A good side-looking
wall sensor will return an analogue value representing distance to the wall.
The simple presence or absence of a wall is inadequate for steering. The
greater the level of accuracy, the better. In principle a sideways looking,
reflective sensor will give better results than a top-down sensor. However,
variations in wall reflectivity, from cell to cell and maze to maze can
make this difficult to use. You could try some kind of auto calibration
while the mouse is running although it is likely that you will need manual
calibration at the start of a run.

One of David Otten’s mice was observed to have suffered from this kind
of reflectivity problem. If I remember correctly, in one competition maze,
the posts had different properties to the walls. Thus, the mouse was not
able to reliably detect wall edges and had serious navigational problems. The sensors i use have to be calibrated for the actual maze it runs in. Some time I may get round to some kind of autocalibrate.

The simplest sensor is going to measure the intensity of light reflected
from the wall and use it as a measure of distance. Even if you have a
consistent reflective surface there will be problems.

The amount of reflected light will change non-linearly with distance.
This is the result of the inverse square law. The intensity is proportional
to one divided by the square of the distance. A non-linear amplifier could
be used to compensate for that. If you don’t then accuracy will become
a function of distance – it will be better for a close wall than a far
wall.

The cosine law determines the amount of reflected light in terms of the
angle of incidence. Now the intensity is proportional to the cosine of
the angle. This effect is not as marked as that for distance. For example
the intensity may only change by 10% or so with angles up to plus or minus
25 degrees. The problem comes with smooth, shiny surfaces. Essentially,
the more shiny the surface, the worse the problem. Don’t paint your maze
walls with gloss paint. Think of a mirror. When the light is perpendicular
to the mirror, all of it is reflected back at the source. Change the angle
just a little and all the light will be reflected away from the source.

You may overcome some of the limitations of the inverse square law by
using more directional light sources and sensors, and devices are available
with lenses for this purpose. Focussing the light may make the cosine
law problems worse without some extra care regarding alignment.

Combinations of cosine and inverse square law effects may make it difficult
to adequately determine offset and heading errors in your mouse. Many
mice that employ reflective sensors point them a little forwards.
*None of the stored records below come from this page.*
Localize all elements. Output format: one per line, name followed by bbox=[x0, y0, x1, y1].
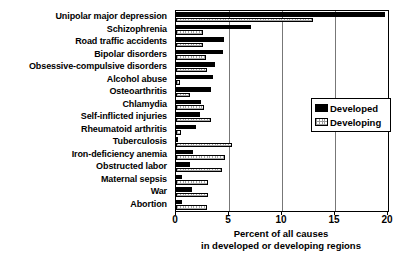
x-tick-label: 5 bbox=[213, 214, 243, 225]
category-label: Bipolar disorders bbox=[94, 48, 167, 61]
bar-developed bbox=[176, 75, 213, 80]
bar-developed bbox=[176, 37, 224, 42]
bar-group bbox=[176, 161, 388, 174]
category-label: Schizophrenia bbox=[107, 23, 167, 36]
category-label: Osteoarthritis bbox=[109, 85, 167, 98]
bar-developed bbox=[176, 100, 201, 105]
bar-developed bbox=[176, 187, 192, 192]
bar-developing bbox=[176, 68, 207, 73]
category-label: Iron-deficiency anemia bbox=[72, 148, 167, 161]
bar-group bbox=[176, 149, 388, 162]
legend-item-developed: Developed bbox=[315, 101, 387, 115]
bar-developing bbox=[176, 43, 203, 48]
bar-developed bbox=[176, 25, 251, 30]
bar-developing bbox=[176, 30, 203, 35]
legend-label-developed: Developed bbox=[330, 103, 378, 114]
bar-developing bbox=[176, 93, 190, 98]
category-label: Maternal sepsis bbox=[101, 173, 167, 186]
legend-swatch-developing-icon bbox=[315, 118, 328, 126]
category-label: Abortion bbox=[130, 198, 167, 211]
category-label: Obsessive-compulsive disorders bbox=[29, 60, 167, 73]
bar-developed bbox=[176, 175, 182, 180]
bar-chart-figure: Unipolar major depressionSchizophreniaRo… bbox=[0, 0, 403, 255]
bar-developing bbox=[176, 80, 180, 85]
legend-label-developing: Developing bbox=[330, 117, 381, 128]
x-axis-caption: Percent of all causes in developed or de… bbox=[175, 228, 387, 252]
bar-developed bbox=[176, 50, 223, 55]
category-label: Obstructed labor bbox=[96, 160, 167, 173]
bar-developing bbox=[176, 118, 211, 123]
bar-group bbox=[176, 186, 388, 199]
x-tick-label: 10 bbox=[266, 214, 296, 225]
bar-group bbox=[176, 11, 388, 24]
x-tick-label: 15 bbox=[319, 214, 349, 225]
caption-line-1: Percent of all causes bbox=[175, 228, 387, 240]
category-label: Alcohol abuse bbox=[107, 73, 167, 86]
bar-developing bbox=[176, 143, 232, 148]
bar-group bbox=[176, 86, 388, 99]
category-label: Tuberculosis bbox=[113, 135, 167, 148]
bar-developed bbox=[176, 150, 193, 155]
bar-developing bbox=[176, 55, 206, 60]
category-label: Road traffic accidents bbox=[75, 35, 167, 48]
category-label: Unipolar major depression bbox=[55, 10, 167, 23]
bar-developing bbox=[176, 193, 208, 198]
bar-group bbox=[176, 136, 388, 149]
bar-group bbox=[176, 174, 388, 187]
bar-developed bbox=[176, 137, 178, 142]
chart-legend: Developed Developing bbox=[311, 98, 391, 132]
bar-developing bbox=[176, 18, 313, 23]
bar-developed bbox=[176, 162, 190, 167]
x-tick-label: 20 bbox=[372, 214, 402, 225]
bar-developed bbox=[176, 125, 196, 130]
bar-developed bbox=[176, 62, 215, 67]
category-label: Rheumatoid arthritis bbox=[81, 123, 167, 136]
legend-item-developing: Developing bbox=[315, 115, 387, 129]
bar-developing bbox=[176, 205, 207, 210]
bar-group bbox=[176, 36, 388, 49]
bar-developing bbox=[176, 168, 222, 173]
caption-line-2: in developed or developing regions bbox=[175, 240, 387, 252]
bar-developing bbox=[176, 105, 204, 110]
bar-group bbox=[176, 49, 388, 62]
category-label: Self-inflicted injuries bbox=[81, 110, 167, 123]
category-label: Chlamydia bbox=[122, 98, 167, 111]
bar-group bbox=[176, 61, 388, 74]
category-axis-labels: Unipolar major depressionSchizophreniaRo… bbox=[0, 10, 171, 210]
bar-developing bbox=[176, 130, 181, 135]
category-label: War bbox=[151, 185, 167, 198]
x-tick-label: 0 bbox=[160, 214, 190, 225]
bar-developing bbox=[176, 180, 208, 185]
bar-group bbox=[176, 24, 388, 37]
bar-developed bbox=[176, 12, 385, 17]
bar-developed bbox=[176, 112, 200, 117]
bar-developing bbox=[176, 155, 225, 160]
bar-group bbox=[176, 74, 388, 87]
bar-developed bbox=[176, 87, 211, 92]
legend-swatch-developed-icon bbox=[315, 104, 328, 112]
bar-group bbox=[176, 199, 388, 212]
bar-developed bbox=[176, 200, 182, 205]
perpendicular sensors angled sensors

perpendicular sensors
angled sensors

The effect of this is that a mouse with a heading error only will still
see a big difference in sensor readings from left to right whereas perpendicular
sensors will show the same reading as if the walls had receded on both
sides. Another advantage is that you move the sensing point further forward
which will help with the dynamics of the steering control.

The following circuit is pretty much lifted from the circuitry of GENESIS
2.

Tests with a static set-up on a breadboard give encouraging results with
surprisingly little variation from angle of incidence. (The cosine rule
is moderately forgiving after all). The composite oscilloscope trace illustrates
its use. A 7 microsecond burst on the emitter would be followed 10us later
by capturing the analogue value at the output of the amplifier

sensor output graphs

This Post Has 2 Comments

  1. Mohammad Islam

    I tested it on my oscilloscope (without opamp, up to R4). Looks like the 10n(C2) and 4.7k (R4) works as a noise (room-light) cancellation filter. I am an undergraduate Electrical Engineering student. What is the concept behind the filter? And what type of filter is it? Looks like a high-pass filter. But this is not an AC circuit. I want to know the theory behind it. Could you pls help?

  2. peteh

    With a good choice for the IR detector and a reasonably fast ADC on the processor, you may well not need anything in the receiver circuit after R3. However, for this circuit…

    C2 is a DC blocking capacitor. It is there simply to remove the standing voltage across R3 due to the ambient illumination.

    R4 ensures there is a reasonably short decay time after changes in the level across C3

    The rest is just a DC amplifier with a fairly high gain.

    Thsese days, I would have only the IR detector and the emitter resistor. Values for these are chosen so that I get a dynamic range of a couple of volts response when the emitter is pulsed over the distances I am interested in and so that the ambient illumination does not cause saturation. Then the value is read once with the emitter off and again with the emitter on. The difference between the two is the signal due only to the emitter.